Selecting skin color

The primacy for describing the relationship between latitude and skin color in modern humans is usually attributed to the Italian geographer Renato Basutti, whose widely reproduced "skin color maps" illustrate the correlation of dark skin with equatorial proximity. Later research by physical anthropologists confirmed and expanded these observations; a recent review and analysis of data from more than 100 populations found that skin reflectance at the equator is lowest, then gradually increases, about 8% at 10° latitude in the northern hemisphere and about 4% at 10° latitude in the southern hemisphere. This pattern is inversely correlated with ultraviolet radiation levels, which are higher in the southern than in the northern hemisphere. An important caveat is that we do not know how UV exposure patterns have changed over time; More importantly, we don't know when skin color likely changed, with multiple migrations out of Africa and extensive genetic exchange over the last 500,000 years

Despite this, most anthropologists agree that differences in ultraviolet radiation caused the choice of dark skin in humans at the equator and light skin in humans at higher latitudes. This remains controversial. The most popular theory states that the protection provided by dark skin from ultraviolet radiation becomes a disadvantage in more polar latitudes due to vitamin D deficiency (Murray, 1934). UVB (short-wave UV) converts 7-dehydrocholesterol into an essential precursor of cholecaliferol (vitamin D 3)); When dietary supplementation is not otherwise provided, vitamin D deficiency causes rickets, a characteristic growth pathology and bone deformities.

An often-cited anecdote in support of the vitamin D hypothesis is that Arctic populations whose skin is relatively dark given their latitude, such as the Inuit and Sami, Chukchi and Eskimos, ate diets rich in vitamin D. The sensitivity of modern humans to vitamin D deficiency is evident from -due to the widespread prevalence of rickets in industrial Europe in the 19th century, but whether dark-skinned people migrating to the polar latitudes tens or hundreds of thousands of years ago encountered such problems remains in question! In any case, the risk of vitamin D deficiency can only be explained by choosing light skin. The most reliable protection against sunburn and skin cancer is due to the physical barrier created by epidermal melanin.

Solving the mystery of pigmentation

Recent developments in several areas present an exciting opportunity to better understand the diversity of human pigmentation.

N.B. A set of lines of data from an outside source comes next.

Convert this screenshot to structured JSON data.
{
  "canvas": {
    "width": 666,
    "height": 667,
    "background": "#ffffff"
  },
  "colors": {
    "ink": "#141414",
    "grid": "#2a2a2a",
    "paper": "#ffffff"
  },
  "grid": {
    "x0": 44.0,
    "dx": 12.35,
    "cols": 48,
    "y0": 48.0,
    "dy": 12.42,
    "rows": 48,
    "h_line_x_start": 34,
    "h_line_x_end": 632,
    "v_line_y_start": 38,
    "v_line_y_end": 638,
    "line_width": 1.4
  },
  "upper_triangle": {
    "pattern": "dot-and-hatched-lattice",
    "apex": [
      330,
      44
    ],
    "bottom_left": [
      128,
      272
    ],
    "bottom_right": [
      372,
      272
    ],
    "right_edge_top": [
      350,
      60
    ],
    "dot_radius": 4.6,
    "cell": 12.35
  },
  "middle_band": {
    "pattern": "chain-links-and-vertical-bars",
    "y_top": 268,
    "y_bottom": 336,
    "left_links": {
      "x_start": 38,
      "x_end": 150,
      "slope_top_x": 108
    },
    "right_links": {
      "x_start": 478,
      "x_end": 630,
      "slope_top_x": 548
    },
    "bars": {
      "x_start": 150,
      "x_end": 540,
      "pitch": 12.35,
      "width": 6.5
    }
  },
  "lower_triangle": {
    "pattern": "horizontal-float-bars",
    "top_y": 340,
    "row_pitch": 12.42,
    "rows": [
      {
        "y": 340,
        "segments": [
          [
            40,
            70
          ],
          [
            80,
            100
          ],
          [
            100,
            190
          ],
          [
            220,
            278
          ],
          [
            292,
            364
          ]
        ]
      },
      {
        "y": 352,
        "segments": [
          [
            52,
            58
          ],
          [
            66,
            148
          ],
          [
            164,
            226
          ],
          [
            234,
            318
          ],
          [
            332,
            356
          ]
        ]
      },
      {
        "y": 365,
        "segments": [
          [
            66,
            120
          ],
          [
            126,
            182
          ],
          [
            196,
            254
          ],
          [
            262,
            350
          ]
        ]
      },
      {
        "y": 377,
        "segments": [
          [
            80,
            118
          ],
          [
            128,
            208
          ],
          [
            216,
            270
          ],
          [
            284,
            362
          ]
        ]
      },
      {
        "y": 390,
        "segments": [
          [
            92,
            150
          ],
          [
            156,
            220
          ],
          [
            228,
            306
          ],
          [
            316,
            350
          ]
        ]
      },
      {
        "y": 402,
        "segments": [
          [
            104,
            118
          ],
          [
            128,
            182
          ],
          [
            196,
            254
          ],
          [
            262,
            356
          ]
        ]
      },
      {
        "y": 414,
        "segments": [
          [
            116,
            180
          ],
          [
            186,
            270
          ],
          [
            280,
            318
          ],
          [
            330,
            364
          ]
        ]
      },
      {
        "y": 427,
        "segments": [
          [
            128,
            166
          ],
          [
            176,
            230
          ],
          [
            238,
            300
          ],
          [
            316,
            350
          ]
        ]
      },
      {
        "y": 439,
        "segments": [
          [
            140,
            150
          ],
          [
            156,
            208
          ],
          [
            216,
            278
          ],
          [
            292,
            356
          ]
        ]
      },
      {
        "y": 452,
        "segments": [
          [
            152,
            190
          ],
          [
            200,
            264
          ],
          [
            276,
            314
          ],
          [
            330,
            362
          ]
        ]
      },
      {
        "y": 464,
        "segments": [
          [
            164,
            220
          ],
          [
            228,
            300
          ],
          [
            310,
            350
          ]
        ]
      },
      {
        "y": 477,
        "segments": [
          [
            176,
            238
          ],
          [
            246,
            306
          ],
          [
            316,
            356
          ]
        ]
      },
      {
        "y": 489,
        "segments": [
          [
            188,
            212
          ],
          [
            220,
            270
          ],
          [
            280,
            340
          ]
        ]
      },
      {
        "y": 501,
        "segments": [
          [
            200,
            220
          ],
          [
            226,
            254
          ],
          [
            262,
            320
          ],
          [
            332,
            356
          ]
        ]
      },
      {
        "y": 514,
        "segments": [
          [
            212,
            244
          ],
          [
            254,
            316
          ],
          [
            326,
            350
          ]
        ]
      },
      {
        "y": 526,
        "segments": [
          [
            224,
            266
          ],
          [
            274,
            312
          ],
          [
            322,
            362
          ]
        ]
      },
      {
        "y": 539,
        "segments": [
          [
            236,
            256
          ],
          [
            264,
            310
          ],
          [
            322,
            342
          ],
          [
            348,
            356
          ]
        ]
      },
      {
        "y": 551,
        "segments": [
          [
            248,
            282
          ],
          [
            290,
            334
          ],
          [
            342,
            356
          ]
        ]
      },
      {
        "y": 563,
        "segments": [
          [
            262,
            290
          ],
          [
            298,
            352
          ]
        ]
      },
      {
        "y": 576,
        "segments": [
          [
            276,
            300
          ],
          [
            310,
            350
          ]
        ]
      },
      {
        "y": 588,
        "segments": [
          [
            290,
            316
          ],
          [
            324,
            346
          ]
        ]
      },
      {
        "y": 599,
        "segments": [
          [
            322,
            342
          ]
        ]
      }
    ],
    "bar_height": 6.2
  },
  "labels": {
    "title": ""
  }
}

Improved spectrophotometric tools, advances in epidemiology and statistics, multiple genome sequences, and efficient methods for analyzing sequence variations give us the opportunity to replace misunderstandings and myths about skin color with a scientific approach.

The same approaches that have been used to study traits such as hypertension and obesity—genetic and association studies—can be applied in a much more powerful way to study human pigmentation, since the sources of environmental variation can be controlled and we have deeper knowledge of the basic sciences: biochemistry and cell biology.

This approach is particularly attractive given the dismal success rate in molecular identification of complex genetic diseases. In fact, knowledge of the genetic architecture of skin color may be useful in designing studies of other quantitative traits.

Current debates in the human genetics community include strategies for selecting populations and candidate genes to study the characteristics of polymorphisms that should be considered as potential disease mutations and the extent to which common diseases are caused by common (and presumably ancient) alleles. Although the specific answers will be different for each phenotype, there may be common themes and some answers are better than nothing.

Harrison and Owen concluded their study of human skin color in 1964, stating: "The shortcomings of the data in this study are highly appreciated by the authors, but since there is no opportunity at present to improve the data, it seems warranted to analyze it as far as possible." Almost 40 years later, possibilities are opening up and the mystery of human skin color may be solved.